Friday, April 09, 2010

developing change leaders: book review of chapter 1

While nearly 2000 books were recently written on leadership in an 18 month period, very few address the question:

How do we develop effective change leaders?

Such is the task attempted by business lecturers, Paul Aitken and Malcolm Higgs in their Developing Change Leaders: The principles and practices of change leadership development.

(Given that church’s and church leaders are meant to be into life change, I began to flick through the book. The more I browsed, the more intrigued I was, both by the clarity of the material, and by the extensive reading and practical case studies the author’s draw on. Thinking this might be a good resource, I opened my wallet.)

Aitken and Higgs use a key image, that of “sense-making” to argue that the challenge is not to find some yet to be discovered new golden bullet. Rather the challenge is to make sense of what we know. In chapter one, this focuses on the impact of organisational culture on leadership.

“In broad terms, our framing of effective leadership has shifted notably from the ‘Heroic’, leader-centric viewpoint to a more ‘Engaging’ one which focuses on working with followers to address the leadership of organizational challenges … In today’s complex environment, an approach to leadership which is more ‘Engaging’ appears to offer some useful pointers to more sustainable success.” (13-14, 20).

They suggest leadership is a triangle, made up of thinking, doing and being.

  • thinking is about a range of intelligences – evaluating, decision-making, planning.
  • doing is about the skills and competencies to envision, engage, enable, inquire, develop.
  • being is about authenticity, integrity, will, self-belief and self-awareness.

They then suggest the same triangle for the organisation, in which

  • thinking is in fact strategy
  • doing is policies and practices
  • being is culture, the social glue and the way things are done around here

This introduces the challenges of effective change. Research shows very clear links between an organisations culture and it’s performance. Other research shows that leaders have a strong impact on an organisation’s culture. This sets up chapter 2, which describes the challenges involved in implementing change.

Posted by steve at 07:26 PM

Monday, March 29, 2010

implementing change and the potential of “Migration” days

Thunderbird (which I use for email) has a new software upgrade, planned for mid-April. I know this because they have just announced Migration Day, a 24 hour period when volunteers will provide real-time support to users via a chat room.

Now that’s a simple, yet stunning approach to change management isn’t it?

You know that change is disruptive. You know that people have different timestyles and lifestyles. You know that most people don’t like change. You know that change will be messy. To be honest, you do want to manage that change by encouraging people to kick tires and iron out kinks.

So why not give some time to the actual process of implementation.

A Migration day does this, signaling change, making time for it, providing expert help in it, building community around it.

I can think of so many ways a church or teaching place could use this concept

  • a migration morning when you are introducing a new powerpoint system and the main tech people hang around with great morning tea and people who have been, or who might be interested, are invited to pop in
  • an community open week if a church has a new building project to display. Community given free coffee cards and volunteers to show them around the building, explaining what has happened and how it could effect them, or people they might know.
  • a change in a degree system, so a day in which people can gather to talk about teaching implications, tutoring demands, administrative implications.

Change is disruptive. I’ve seen lots of creative ways put into managing the the decision-making process. But there’s also the actual execution which takes time and effects morale. Migration days could be one highly effective change strategy in this regard.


The task
If an entry holds a picture, leave the picture out and copy the rest of the listing exactly.

Input records

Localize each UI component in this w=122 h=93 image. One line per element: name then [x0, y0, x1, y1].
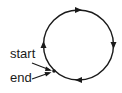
end-pointer-arrowhead-icon: [45, 72, 52, 77]
arrow-right-icon: [75, 7, 82, 13]
start-end-point: [52, 69, 56, 73]
end-label: end: [10, 70, 32, 85]
arrow-up-icon: [41, 41, 47, 48]
arrow-down-icon: [111, 42, 117, 49]
arrow-left-icon: [75, 77, 82, 83]
start-label: start: [10, 46, 36, 61]
loop-diagram: start end: [0, 0, 122, 93]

Answer to this task
Localize each UI component in this w=122 h=93 image. One line per element: name then [x0, y0, x1, y1].
end-pointer-arrowhead-icon: [45, 72, 52, 77]
arrow-right-icon: [75, 7, 82, 13]
start-end-point: [52, 69, 56, 73]
end-label: end: [10, 70, 32, 85]
arrow-up-icon: [41, 41, 47, 48]
arrow-down-icon: [111, 42, 117, 49]
arrow-left-icon: [75, 77, 82, 83]
start-label: start: [10, 46, 36, 61]
loop-diagram: start end: [0, 0, 122, 93]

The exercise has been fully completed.